Myshkin listened to what Radomsky was saying. He thought that his manners were excellent, modest and lively, and he was particularly pleased to hear him reply with perfect equality and friendliness to the gibes of Kolya.

“What is it?” asked Lizaveta Prokofyevna, addressing Vera, Lebedyev’s daughter, who was standing before her with some large, almost new and finely bound volumes in her hands.

“Pushkin,” said Vera, “our Pushkin. Father told me to offer it to you.”

“How is this? How can it be?” cried Lizaveta Prokofyevna in surprise.

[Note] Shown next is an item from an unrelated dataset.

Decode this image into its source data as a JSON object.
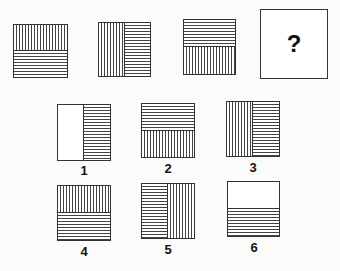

“Not as a present, not as a present! I wouldn’t take the liberty!” Lebedyev skipped forward from behind his daughter. “At cost price. This is our own Pushkin handed down in the family, Annenkov’s edition, which cannot be bought nowadays — at cost price. I offer it with veneration, wishing to sell it and so to satisfy the honourable impatience of your excellency’s most honourable literary feelings.”

“Well, if you’ll sell it, thank you. \bu won’t be a loser by it, you may be sure. Only don’t play the fool, please, sir. I’ve heard that you are very well read, we’ll have a talk one day. Will you bring them yourself?”

“With veneration and . . . respectfulness!” Lebedyev grimaced with extraordinary satisfaction, taking the books from his daughter.

“Well, mind you don’t lose them! Take them, even without respectfulness, but only on condition,” she added, scanning him carefully, “that I only admit you to the door and don’t intend to receive you to-day. Send your daughter Vera at once, if you will, I like her very much.”

“Why don’t you tell him about those people?” said Vera, addressing herfather impatiently, “they’ll come in of themselves, if you don’t, they’ve begun to be noisy. Lyov Nikolayevitch,” she said, addressing Myshkin, who had already taken his hat, “there are

four men come to see you, they’ve been waiting a long time, scolding, but father won’t let them in to you!”

“Who are they?” asked Myshkin.

“They’ve come on business, they say, only if you don’t let them in now, they’ll be sure to stop you on the way. “Vbu’d better see them, Lyov Nikolayevitch, and then you’ll be rid of them. Gavril Ardalionovitch and Ptitsyn are talking to them — but they won’t listen to them.”

“The son of Pavlishtchev, the son of Pavlishtchev! They are not worth it, they are not worth it!” said Lebedyev, waving his hands, “they are not worth listening to and it would be out of place for you to disturb yourself on their account, most illustrious prince, theyare not worth it...”

“The son of Pavlishtchev! Good heavens!” cried Myshkin, extremely disconcerted. “I know but. . . you see, I ... I asked Gavril Ardalionovitch to attend to that. Gavril Ardalionovitch told me just now....”

But Gavril Ardalionovitch had already come out of the house on to the verandah. Ptitsyn followed him. In the next room there were sounds of uproar and the loud voice of General Ivolgin who seemed to be trying to shout down several others. Kolya ran indoors at once.